A Quote by Christopher West

Brace yourself! If we take in what the Holy Father is saying in his Theology of the Body, we will never view ourselves, view others, view the Church, the Sacraments, grace, God, heaven, marriage, the celibate vocation...we will never view the world the same way again.
There is the view I call penal non-substitution, or the penal example view. (It is also called the Governmental View in textbooks of theology.) This is often associated with Arminian theology stemming from the great Dutch jurist Hugo Grotius. However, the view was taken up by [Jonathan] Edwards's disciples in New England, who developed a Calvinistic strand of the doctrine.
Obama specializes in knocking down straw men. 'I reject the view that says our problems will simply take care of themselves,' he said, implying that's the view of Republicans. It's the view of almost no one.
Karma will lead you to a larger more expansive happier view or a dinger darker view. That view will enable you to make choices and have experiences.
It's very hard in our adversarial society to find a third view. Take journalism, where everything is always presented as one person against another: "Now we're going to hear the opposing view." There is never a third view.
One person's view is not to be sniffed at. Everybody is entitled to have their view and people are entitled to have a different view from the view the [American] Government has arrived at and they're entitled to express their view.
How we view ourselves can often determine the perspective and degree in which we see others and the world around us. Each and every one of us has a view. Such a view, that it can shape the future of others and how they live, dream and look towards the future that we all hope is better and more fruitful than our past. This I believe is a common initiative.
By the time any view becomes a majority view, it is no longer the best view: somebody will already have advanced beyond the point which the majority have reached.
The Copernican revolution was actually a contribution to the life of the church, the development of our view of ourselves in terms of the Universe, and therefore our view of God, et cetera. But, that took centuries, and struggles, and conflicts before that happened.
We grew up creating this whole world view for ourselves because it's not there in the culture. What am I? And I have to build this world view in the absence of books, radio and television, anything, even conversation, Mom or Dad or brother or sister or friends. I have to build a world view of who I am or I go stark, raving mad. Every transsexual in the past has had to do this.
There is no longer a Christian mind ... the modern Christian has succumbed to secularization. He accepts religion - its morality, its worship, its spiritual culture; but he rejects the religious view of life, the view which sets all earthly issues within the context of the eternal, the view which relates all human problems social, political, cultural to the doctrinal foundations of the Christian Faith, the view which sees all things here below in terms of God's supremacy and earth's transitoriness, in terms of Heaven and Hell.
Man never ceases to seek knowledge about the objects of his experiences, to understand their meaning for his existence and to react to them according to his understanding. Finally, out of the sum total of the meanings that he has deduced from his contacts with numerous single objects of his environment there grows a unified view of the world into which he finds himself "thrown" (to use an existentialist term again) and this view is of the third order.
The mobile gaming experience is fundamentally limited by this very small screen in front of you that occupies maybe 15 degrees of your field of view. The PC and console experience, you have a 45-degree field of view. VR is 120 degrees: your entire view space. The expectations of users on the platform will rise to levels we've never seen before.
In His own ministry, Jesus did not come to improve God's view of man nearly so much as He came to improve man's view of God and to plead with them to love their Heavenly Father as He has always and will always love them.
But every point of view is a point of blindness: it incapacitates us for every other point of view. From a certain point of view, the room in which I write has no door. I turn around. Now I see the door, but the room has no window. I look up. From this point of view, the room has no floor. I look down; it has no ceiling. By avoiding particular points of view we are able to have an intuition of the whole. The ideal for a Christian is to become holy, a word which derives from “whole.
I take a biocentric point of view. I look at things from the point of view of the Earth and the laws of ecology. As opposed to the anthropocentric point of view, where everything revolves around humanity.
There are views. And what we see in a view is not necessarily what is in the view, all that is in the view. We have to separate, to some extent, the perceiver from that which is perceived or we have to lose all distinction whatsoever.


• EXERCISE BRIEF
The pictures stay out. Please retype every line below exactly.

• GIVEN DATA
----------

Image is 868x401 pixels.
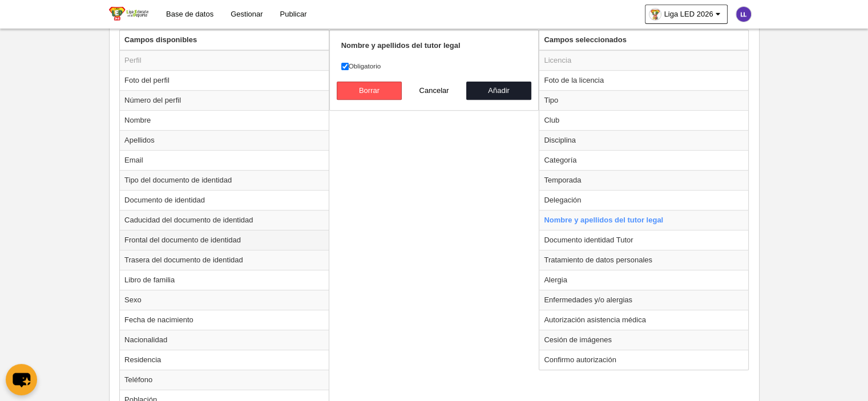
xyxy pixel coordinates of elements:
[341,61,527,71] label: Obligatorio
[540,70,748,90] td: Foto de la licencia
[664,9,712,20] span: Liga LED 2026
[120,290,328,310] td: Sexo
[540,90,748,110] td: Tipo
[6,364,37,395] button: chat-button
[120,370,328,390] td: Teléfono
[540,270,748,290] td: Alergia
[401,82,467,100] button: Cancelar
[540,310,748,330] td: Autorización asistencia médica
[540,130,748,150] td: Disciplina
[120,330,328,350] td: Nacionalidad
[120,250,328,270] td: Trasera del documento de identidad
[120,310,328,330] td: Fecha de nacimiento
[467,82,531,100] button: Añadir
[540,110,748,130] td: Club
[120,90,328,110] td: Número del perfil
[120,270,328,290] td: Libro de familia
[645,4,727,24] a: Liga LED 2026
[120,130,328,150] td: Apellidos
[649,9,661,20] img: OaTaqkb8oxbL.30x30.jpg
[120,50,328,70] td: Perfil
[540,50,748,70] td: Licencia
[540,230,748,250] td: Documento identidad Tutor
[120,210,328,230] td: Caducidad del documento de identidad
[120,230,328,250] td: Frontal del documento de identidad
[120,150,328,170] td: Email
[736,7,751,22] img: c2l6ZT0zMHgzMCZmcz05JnRleHQ9TEwmYmc9NWUzNWIx.png
[540,290,748,310] td: Enfermedades y/o alergias
[120,190,328,210] td: Documento de identidad
[540,170,748,190] td: Temporada
[109,7,149,21] img: Liga LED 2026
[540,350,748,370] td: Confirmo autorización
[120,350,328,370] td: Residencia
[336,82,401,100] button: Borrar
[540,150,748,170] td: Categoría
[540,250,748,270] td: Tratamiento de datos personales
[120,170,328,190] td: Tipo del documento de identidad
[120,110,328,130] td: Nombre
[120,70,328,90] td: Foto del perfil
[540,190,748,210] td: Delegación
[120,30,328,50] th: Campos disponibles
[540,30,748,50] th: Campos seleccionados
[540,330,748,350] td: Cesión de imágenes
[341,62,348,70] input: Obligatorio
[540,210,748,230] td: Nombre y apellidos del tutor legal
[341,41,461,49] strong: Nombre y apellidos del tutor legal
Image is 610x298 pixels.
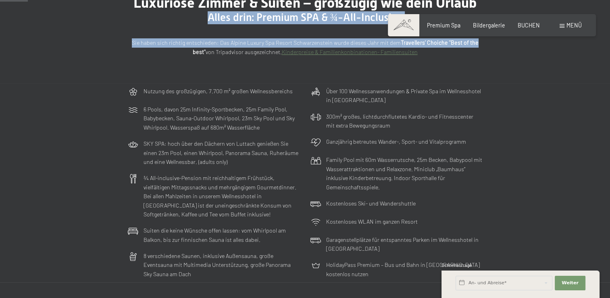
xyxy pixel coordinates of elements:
[518,22,540,29] a: BUCHEN
[144,226,300,244] p: Suiten die keine Wünsche offen lassen: vom Whirlpool am Balkon, bis zur finnischen Sauna ist alle...
[144,251,300,279] p: 8 verschiedene Saunen, inklusive Außensauna, große Eventsauna mit Multimedia Unterstützung, große...
[562,280,579,286] span: Weiter
[144,173,300,219] p: ¾ All-inclusive-Pension mit reichhaltigem Frühstück, vielfältigen Mittagssnacks und mehrgängigem ...
[144,139,300,167] p: SKY SPA: hoch über den Dächern von Luttach genießen Sie einen 23m Pool, einen Whirlpool, Panorama...
[326,217,418,226] p: Kostenloses WLAN im ganzen Resort
[208,11,403,23] span: Alles drin: Premium SPA & ¾-All-Inclusive
[326,112,483,130] p: 300m² großes, lichtdurchflutetes Kardio- und Fitnesscenter mit extra Bewegungsraum
[326,137,466,146] p: Ganzjährig betreutes Wander-, Sport- und Vitalprogramm
[326,155,483,192] p: Family Pool mit 60m Wasserrutsche, 25m Becken, Babypool mit Wasserattraktionen und Relaxzone. Min...
[442,262,472,267] span: Schnellanfrage
[144,87,293,96] p: Nutzung des großzügigen, 7.700 m² großen Wellnessbereichs
[326,235,483,253] p: Garagenstellplätze für entspanntes Parken im Wellnesshotel in [GEOGRAPHIC_DATA]
[144,105,300,132] p: 6 Pools, davon 25m Infinity-Sportbecken, 25m Family Pool, Babybecken, Sauna-Outdoor Whirlpool, 23...
[326,199,416,208] p: Kostenloses Ski- und Wandershuttle
[282,48,418,55] a: Kinderpreise & Familienkonbinationen- Familiensuiten
[128,38,483,56] p: Sie haben sich richtig entschieden: Das Alpine Luxury Spa Resort Schwarzenstein wurde dieses Jahr...
[555,276,586,290] button: Weiter
[473,22,505,29] a: Bildergalerie
[427,22,461,29] a: Premium Spa
[326,260,483,278] p: HolidayPass Premium – Bus und Bahn in [GEOGRAPHIC_DATA] kostenlos nutzen
[567,22,582,29] span: Menü
[193,39,479,55] strong: Travellers' Choiche "Best of the best"
[326,87,483,105] p: Über 100 Wellnessanwendungen & Private Spa im Wellnesshotel in [GEOGRAPHIC_DATA]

----------

• ANSWER TO THIS EXERCISE
Image is 868x401 pixels.
xyxy pixel coordinates of elements:
[341,61,527,71] label: Obligatorio
[540,70,748,90] td: Foto de la licencia
[664,9,712,20] span: Liga LED 2026
[120,290,328,310] td: Sexo
[540,90,748,110] td: Tipo
[6,364,37,395] button: chat-button
[120,370,328,390] td: Teléfono
[540,270,748,290] td: Alergia
[401,82,467,100] button: Cancelar
[540,310,748,330] td: Autorización asistencia médica
[540,130,748,150] td: Disciplina
[120,330,328,350] td: Nacionalidad
[120,250,328,270] td: Trasera del documento de identidad
[120,310,328,330] td: Fecha de nacimiento
[467,82,531,100] button: Añadir
[540,110,748,130] td: Club
[120,90,328,110] td: Número del perfil
[120,270,328,290] td: Libro de familia
[645,4,727,24] a: Liga LED 2026
[120,130,328,150] td: Apellidos
[649,9,661,20] img: OaTaqkb8oxbL.30x30.jpg
[120,50,328,70] td: Perfil
[540,50,748,70] td: Licencia
[540,230,748,250] td: Documento identidad Tutor
[120,210,328,230] td: Caducidad del documento de identidad
[120,230,328,250] td: Frontal del documento de identidad
[120,150,328,170] td: Email
[736,7,751,22] img: c2l6ZT0zMHgzMCZmcz05JnRleHQ9TEwmYmc9NWUzNWIx.png
[540,290,748,310] td: Enfermedades y/o alergias
[120,190,328,210] td: Documento de identidad
[540,170,748,190] td: Temporada
[109,7,149,21] img: Liga LED 2026
[540,350,748,370] td: Confirmo autorización
[120,350,328,370] td: Residencia
[336,82,401,100] button: Borrar
[540,150,748,170] td: Categoría
[540,250,748,270] td: Tratamiento de datos personales
[120,170,328,190] td: Tipo del documento de identidad
[120,110,328,130] td: Nombre
[120,70,328,90] td: Foto del perfil
[540,190,748,210] td: Delegación
[120,30,328,50] th: Campos disponibles
[540,30,748,50] th: Campos seleccionados
[540,330,748,350] td: Cesión de imágenes
[341,62,348,70] input: Obligatorio
[540,210,748,230] td: Nombre y apellidos del tutor legal
[341,41,461,49] strong: Nombre y apellidos del tutor legal
Image is 610x298 pixels.
xyxy pixel coordinates of elements:
[518,22,540,29] a: BUCHEN
[144,226,300,244] p: Suiten die keine Wünsche offen lassen: vom Whirlpool am Balkon, bis zur finnischen Sauna ist alle...
[144,251,300,279] p: 8 verschiedene Saunen, inklusive Außensauna, große Eventsauna mit Multimedia Unterstützung, große...
[562,280,579,286] span: Weiter
[144,173,300,219] p: ¾ All-inclusive-Pension mit reichhaltigem Frühstück, vielfältigen Mittagssnacks und mehrgängigem ...
[144,139,300,167] p: SKY SPA: hoch über den Dächern von Luttach genießen Sie einen 23m Pool, einen Whirlpool, Panorama...
[326,217,418,226] p: Kostenloses WLAN im ganzen Resort
[208,11,403,23] span: Alles drin: Premium SPA & ¾-All-Inclusive
[326,112,483,130] p: 300m² großes, lichtdurchflutetes Kardio- und Fitnesscenter mit extra Bewegungsraum
[326,137,466,146] p: Ganzjährig betreutes Wander-, Sport- und Vitalprogramm
[326,155,483,192] p: Family Pool mit 60m Wasserrutsche, 25m Becken, Babypool mit Wasserattraktionen und Relaxzone. Min...
[442,262,472,267] span: Schnellanfrage
[144,87,293,96] p: Nutzung des großzügigen, 7.700 m² großen Wellnessbereichs
[326,235,483,253] p: Garagenstellplätze für entspanntes Parken im Wellnesshotel in [GEOGRAPHIC_DATA]
[144,105,300,132] p: 6 Pools, davon 25m Infinity-Sportbecken, 25m Family Pool, Babybecken, Sauna-Outdoor Whirlpool, 23...
[326,199,416,208] p: Kostenloses Ski- und Wandershuttle
[282,48,418,55] a: Kinderpreise & Familienkonbinationen- Familiensuiten
[128,38,483,56] p: Sie haben sich richtig entschieden: Das Alpine Luxury Spa Resort Schwarzenstein wurde dieses Jahr...
[555,276,586,290] button: Weiter
[473,22,505,29] a: Bildergalerie
[427,22,461,29] a: Premium Spa
[326,260,483,278] p: HolidayPass Premium – Bus und Bahn in [GEOGRAPHIC_DATA] kostenlos nutzen
[567,22,582,29] span: Menü
[193,39,479,55] strong: Travellers' Choiche "Best of the best"
[326,87,483,105] p: Über 100 Wellnessanwendungen & Private Spa im Wellnesshotel in [GEOGRAPHIC_DATA]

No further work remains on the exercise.